Work request: Your answer should hold only the lines from the one containing "Find the location of a particular element. The width" through the last line below, copied exactly; pictures stay out.

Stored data
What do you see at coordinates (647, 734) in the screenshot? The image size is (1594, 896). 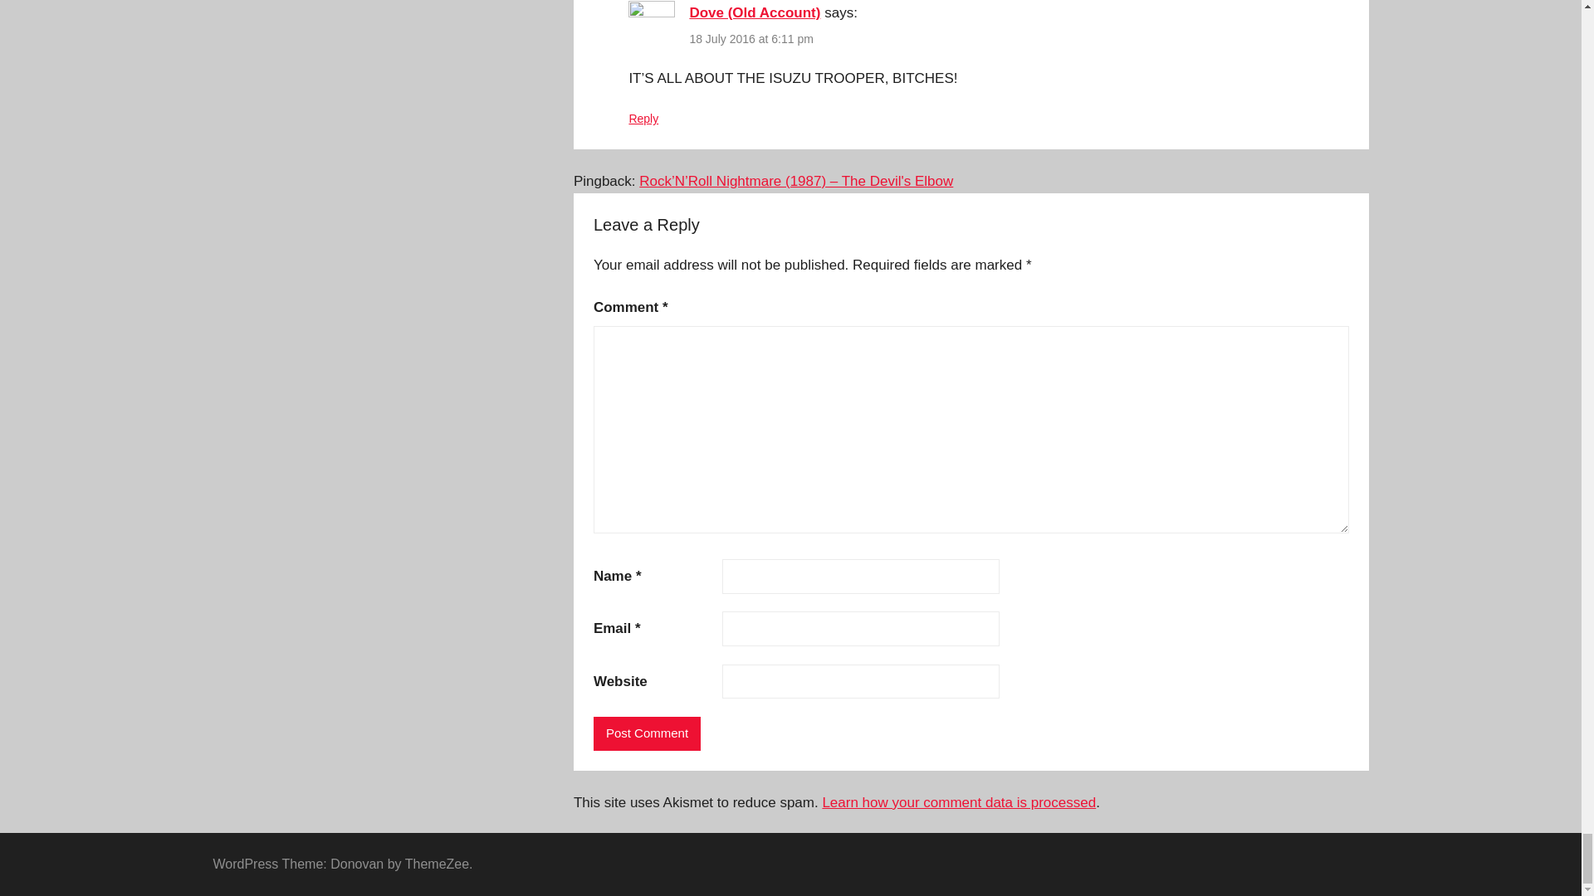 I see `Post Comment` at bounding box center [647, 734].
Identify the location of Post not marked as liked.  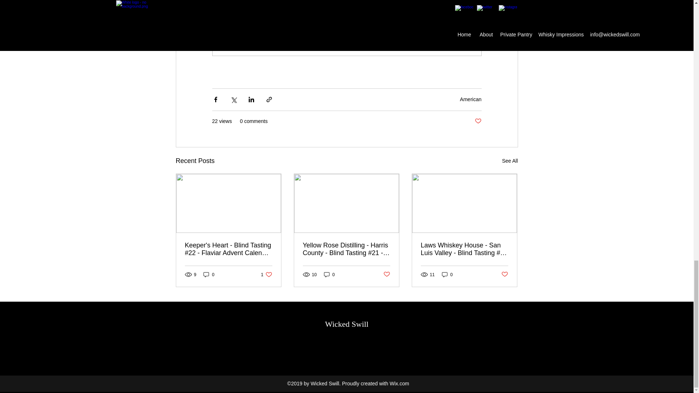
(478, 121).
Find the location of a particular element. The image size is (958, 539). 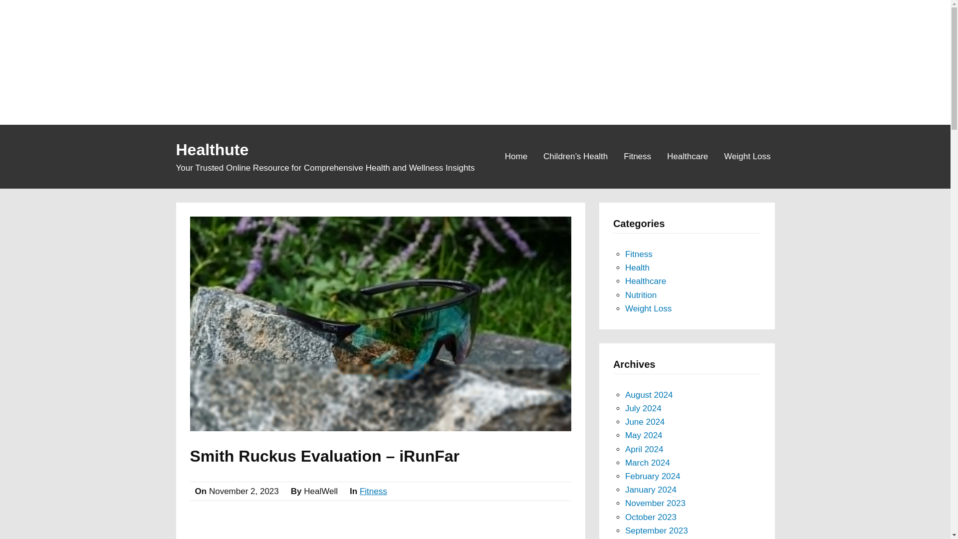

January 2024 is located at coordinates (651, 490).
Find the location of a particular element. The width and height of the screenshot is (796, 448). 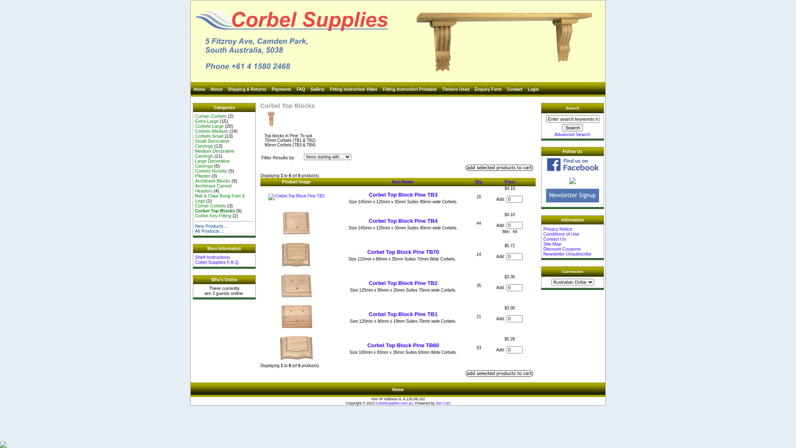

corbelsupplies.com.au is located at coordinates (395, 403).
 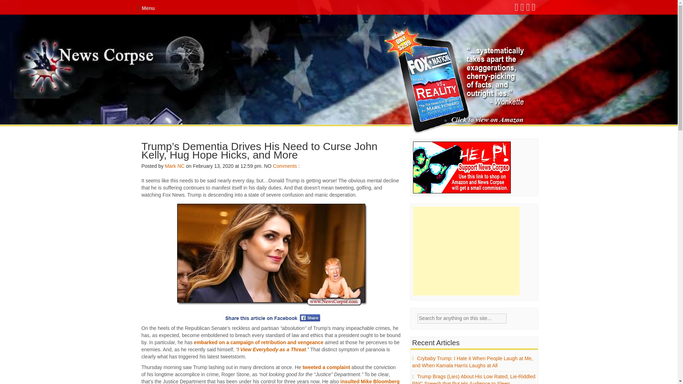 I want to click on embarked on a campaign of retribution and vengeance, so click(x=258, y=342).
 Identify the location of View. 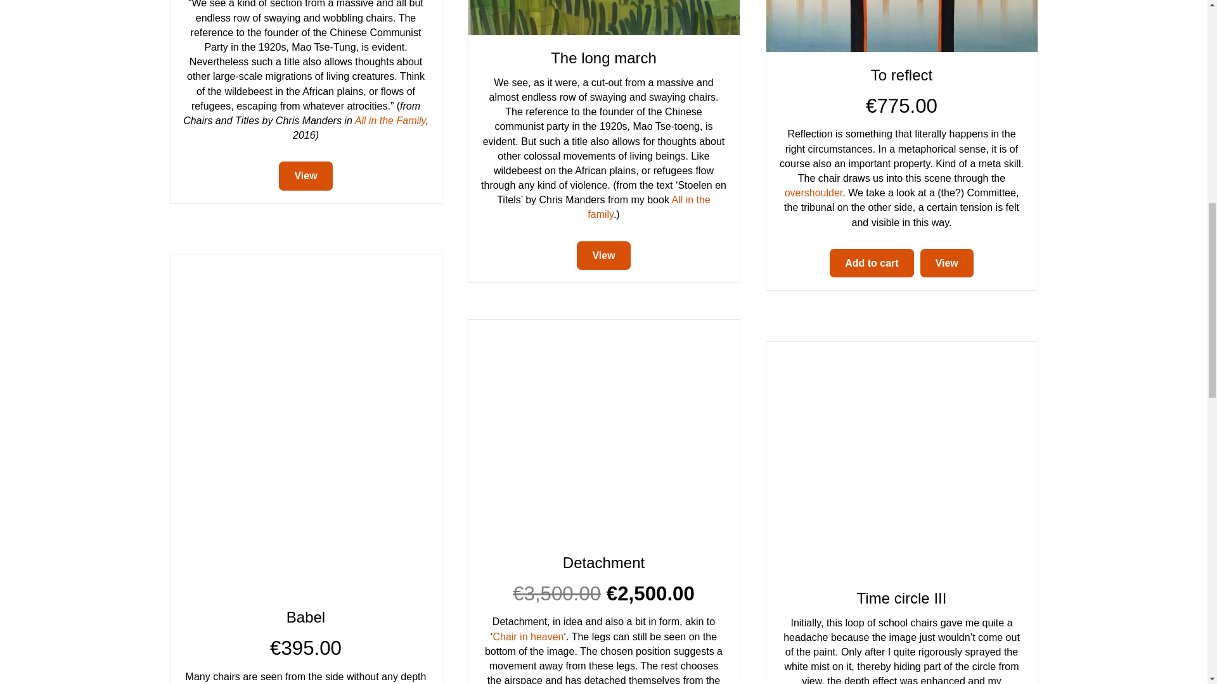
(603, 256).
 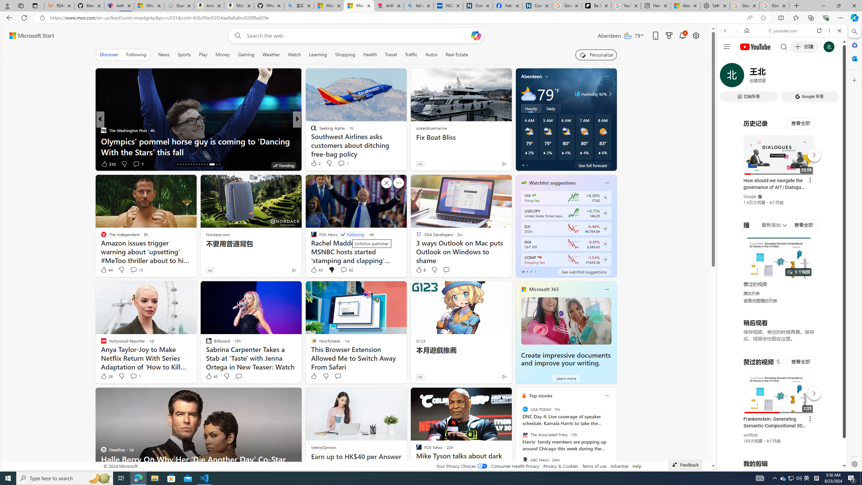 I want to click on Following, so click(x=136, y=55).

Output:
Find the location of a particular element. The width and height of the screenshot is (796, 448). 

corbelsupplies.com.au is located at coordinates (395, 403).
  I want to click on embarked on a campaign of retribution and vengeance, so click(x=258, y=342).
 Identify the location of View. 
(603, 256).
  I want to click on Following, so click(x=136, y=55).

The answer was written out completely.